78: I don't know, PGD. I'm not sure how much of that I'm willing to take as truth on the reporters' say-so. Leaving aside the awful journalistic tone, where did this information come from? (And, well, much as I hate to do this: it's the Washington Post.)
In aspiring to be a readable narrative with storytelling details, that article is basically unreadable. Although it's probably partisanship that makes me say that.
85: Yes, and maybe but I don't think so.
81: You are the only person to get the reference in ten years of use, or at least the only one to tell me so.

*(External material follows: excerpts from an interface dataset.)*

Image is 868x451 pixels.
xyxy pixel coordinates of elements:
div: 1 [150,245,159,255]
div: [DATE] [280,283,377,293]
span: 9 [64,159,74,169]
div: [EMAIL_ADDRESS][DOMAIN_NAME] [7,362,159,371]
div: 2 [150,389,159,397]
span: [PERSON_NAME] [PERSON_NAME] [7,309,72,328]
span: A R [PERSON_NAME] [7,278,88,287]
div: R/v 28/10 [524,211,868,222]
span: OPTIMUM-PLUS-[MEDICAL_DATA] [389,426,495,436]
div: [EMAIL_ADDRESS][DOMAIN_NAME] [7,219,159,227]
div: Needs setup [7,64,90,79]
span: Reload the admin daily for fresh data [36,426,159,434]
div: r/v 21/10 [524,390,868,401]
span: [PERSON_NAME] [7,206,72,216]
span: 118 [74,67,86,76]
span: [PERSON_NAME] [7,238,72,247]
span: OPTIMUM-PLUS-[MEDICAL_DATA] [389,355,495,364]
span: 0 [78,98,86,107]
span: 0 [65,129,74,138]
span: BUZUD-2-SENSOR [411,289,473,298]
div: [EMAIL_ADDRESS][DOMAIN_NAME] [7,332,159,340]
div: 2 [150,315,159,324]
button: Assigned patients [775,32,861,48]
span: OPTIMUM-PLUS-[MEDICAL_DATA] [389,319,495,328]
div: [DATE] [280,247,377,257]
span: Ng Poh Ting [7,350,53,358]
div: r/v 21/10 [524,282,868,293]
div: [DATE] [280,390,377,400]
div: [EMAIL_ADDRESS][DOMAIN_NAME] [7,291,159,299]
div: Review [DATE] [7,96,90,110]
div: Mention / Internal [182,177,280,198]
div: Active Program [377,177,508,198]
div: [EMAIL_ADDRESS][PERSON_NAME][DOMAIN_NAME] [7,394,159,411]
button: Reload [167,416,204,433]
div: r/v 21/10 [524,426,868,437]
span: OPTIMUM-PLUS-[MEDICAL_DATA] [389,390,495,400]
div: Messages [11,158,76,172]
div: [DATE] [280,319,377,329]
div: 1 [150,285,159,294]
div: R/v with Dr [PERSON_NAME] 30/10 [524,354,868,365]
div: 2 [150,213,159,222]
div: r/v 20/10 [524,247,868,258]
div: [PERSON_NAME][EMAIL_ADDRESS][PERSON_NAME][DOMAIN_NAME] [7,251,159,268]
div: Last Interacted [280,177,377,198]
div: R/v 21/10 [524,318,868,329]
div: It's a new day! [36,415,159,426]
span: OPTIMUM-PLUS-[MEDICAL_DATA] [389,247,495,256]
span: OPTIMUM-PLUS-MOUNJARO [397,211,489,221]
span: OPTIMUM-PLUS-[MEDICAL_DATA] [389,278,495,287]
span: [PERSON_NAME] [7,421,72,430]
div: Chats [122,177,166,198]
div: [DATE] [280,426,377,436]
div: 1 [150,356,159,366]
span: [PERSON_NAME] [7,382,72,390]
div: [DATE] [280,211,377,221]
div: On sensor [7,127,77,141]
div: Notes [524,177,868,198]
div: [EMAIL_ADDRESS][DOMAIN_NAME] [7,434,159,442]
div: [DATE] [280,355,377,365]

83: It was a nod to both the idea of the "Left Coast" and the union I was working for when I invented it (on Plastic.com!).
Forget the bad writing in the article, as usual with the WaPo you have to mine it to get the horrifying details. The Post is usual pretty good on back room Kremlinology (White-Houseology) so I do trust them on this kind of procedural gossip. Basically: Obama was willing to give the Rs almost everything they wanted on the budget, including a rise in the Medicare eligibility age *plus* a cut in the top rate for high earners. He only had to back down because A) the tea party crazies wouldn't settle for a 90 percent, and B) the Senate Gang of Six (including such liberal stalwarts as Tom Coburn and Saxby Chambliss) came out with a plan that made his look too conservative!
57: I belatedly claim comment 308 in the other thread, and place a claim for partial authorship of a semi-canonical phrase.
I do concede that in my version the first "b" was capitalized and making it lower-case changes everything.
89: I admit it is strange. I suppose my first question is: did he not know that the Gang of Six was working on a proposal? And not know its rough outlines? That seems ... surprising. I'd have expected, rather, that he did know, and intended all along to back out of the Boehner deal, crying that he couldn't possibly agree to it now, in light of the Gang of Six, as any fool can clearly see, but it's not his fault, because he was trying for a deal before that!
That does suppose quite a bit of bluffing on his (and his staff's) part. I don't know the truth of the matter; still not willing to wholly believe the WaPo piece just on its say-so. It seems to have an agenda, to paint Obama as a craven dupe. Maybe it's correct, but as it stands it's just a "WaPo says this" data point. Duly noted.